If so, we're not even sure we could handle it. Throughout the twentieth century, some of the finest automotive engineers have experimented with putting propellers on the front of cars, and the results look brilliant. Here's our gallery of the coolest propeller cars in history.
A motor car at Brooklands race track with a propeller for extra speed, 1911
(Photo by Hulton Archive/Getty Images)
Count Bertrand de Lesseps prepares to demonstrate his Auto Aero in 1912.
(from Special-Interest Autos Magazine, 1976, via Hemmings)
Hélica, "the plane without wings", by Marcel Leyat in Paris, between 1913 and 1926.
The first Hélicas were 3-wheelers, but after many accidents Leyat started to produce 4-wheeled ones. On the picture below you can see early prototype from 1914 with the following text on the windows: "1st artillery regiment, 42nd battalion, group of 120".
23 of them were built in 13 years.
In 1927, this late streamlined model achieved the unbelievable speed of 106 mph (171 km/h) on the L' Autodrome de Linas-Montlhéry, near Paris.
(via helica.info and Retronaut)
The Sizaire-Berwick Wind Wagon armored car from WWI
(via mdolla)
A car with wings and a propeller on TImes Square, New York, 1924
Invented by A. H. Russell in Nutley, New Jersey.
(via Hulton Archive/Getty Images)
Wind Wagon, built by 15-year-old Ted Jameson in 1929
The Boy Mechanic (published in 1925) offered hundreds of detailed drawings of things a boy could build. One chapter was titled “Building a Wind Wagon.” It is unknown how many were built but this one was constructed in the late 1920s.The angle-iron frame is mated to a beam front axle with a pair of bicycle-style wheels. It is powered by a Harley-Davidson v-twin motorcycle engine which, instead of driving the wheels, drives an airplane propeller. The wind wagon has neither front nor rear suspension. It also has very little torque, so its acceleration and hill climbing abilities leave something to be desired. It was found to work best on a frozen lake. – according to Lane Motor Museum.
(via Lane Motor Museum)
Helicron, France, 1932
Only one was ever produced, which was discovered in 2000 in a barn after six decades of sleeping. Unfortunately the original motor (allegedly from a smaller airplane) was lost, but now it has a Citroen GS engine from 1960 and could reach the speed of 75 mph, when its propeller is spinning at maximum rpm.
(via Lane Motor Museum)
A weird-looking air-driven car with a four-bladed propeller, said to reach 80 miles an hour and cover thirty miles on a gallon of fuel, 1932
(via Popular Mechanics, December 1932)
A Maybach with a seven-cylinder radial aircraft engine and propeller, 1938
(from Special-Interest Autos Magazine, 1976, via Hemmings)
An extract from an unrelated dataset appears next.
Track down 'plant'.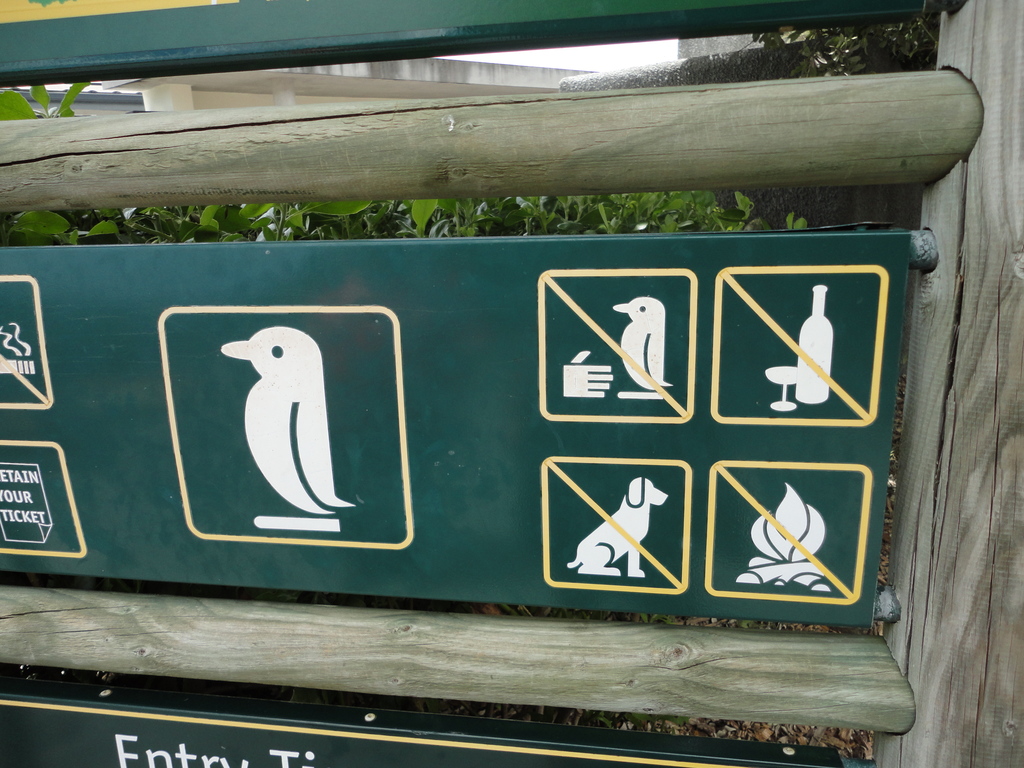
Tracked to rect(755, 20, 944, 90).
The legendary Schlörwagen Pillbug (1936) with a huge propeller and Soviet a five-cylinder air-cooled radial aircraft engine (100 or 125 hp), added during WWII.
(via Flaviendachet)
The Argentine Aerocar, with the top speed of 100 mph (160 kmh), 1955
Designed by Eugenio Grosovich and built by Gianfranco Bricci. It had a 90-bhp Chevy OHV 6 engine. Its biggest disadvantage was poor acceleration up to 40 mph.
(via Gizmodo, Hemmings and Federico-Kirbus)
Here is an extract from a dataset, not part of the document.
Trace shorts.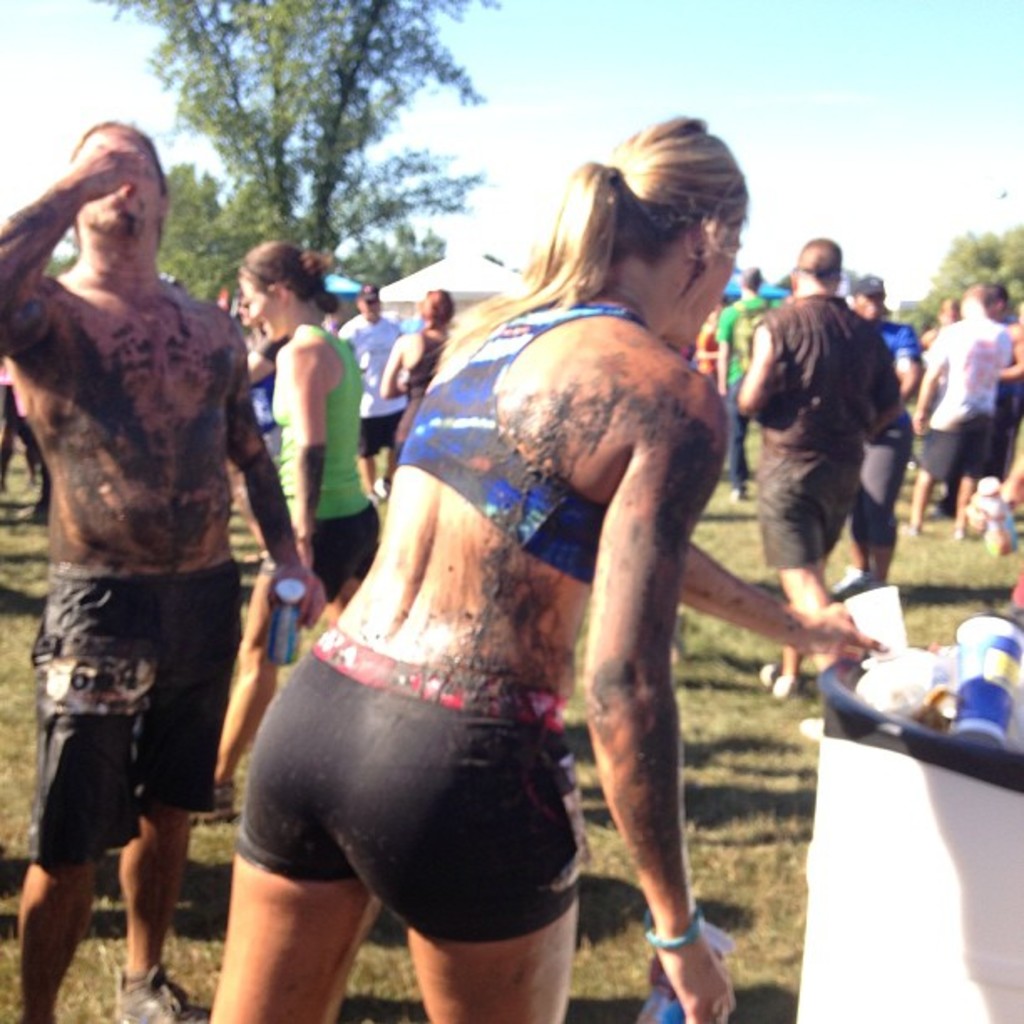
Traced to [left=919, top=418, right=984, bottom=482].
KA-30, the "Dream Of The Soviet Youth", 1969
You can see more amazing snowmobiles here.
(via English Russia and wreckamovie)
This BMW Isetta powered by a 190hp Lycoming airplane engine
(via aerocar/Youtube)
Bonus: The wind-powered DWFTTW (Downwind Faster Than The Wind), made mostly of foam by Rick Cavallaro, with the help of Google, Joby Energy and San Jose State University in 2010
This four-wheeled vehicle has a 17-foot-tall propeller (5.2 m), and once could reach a top speed 2.86 times faster than the wind.
(via Wired)
Is there anything cooler than a car with a giant propeller?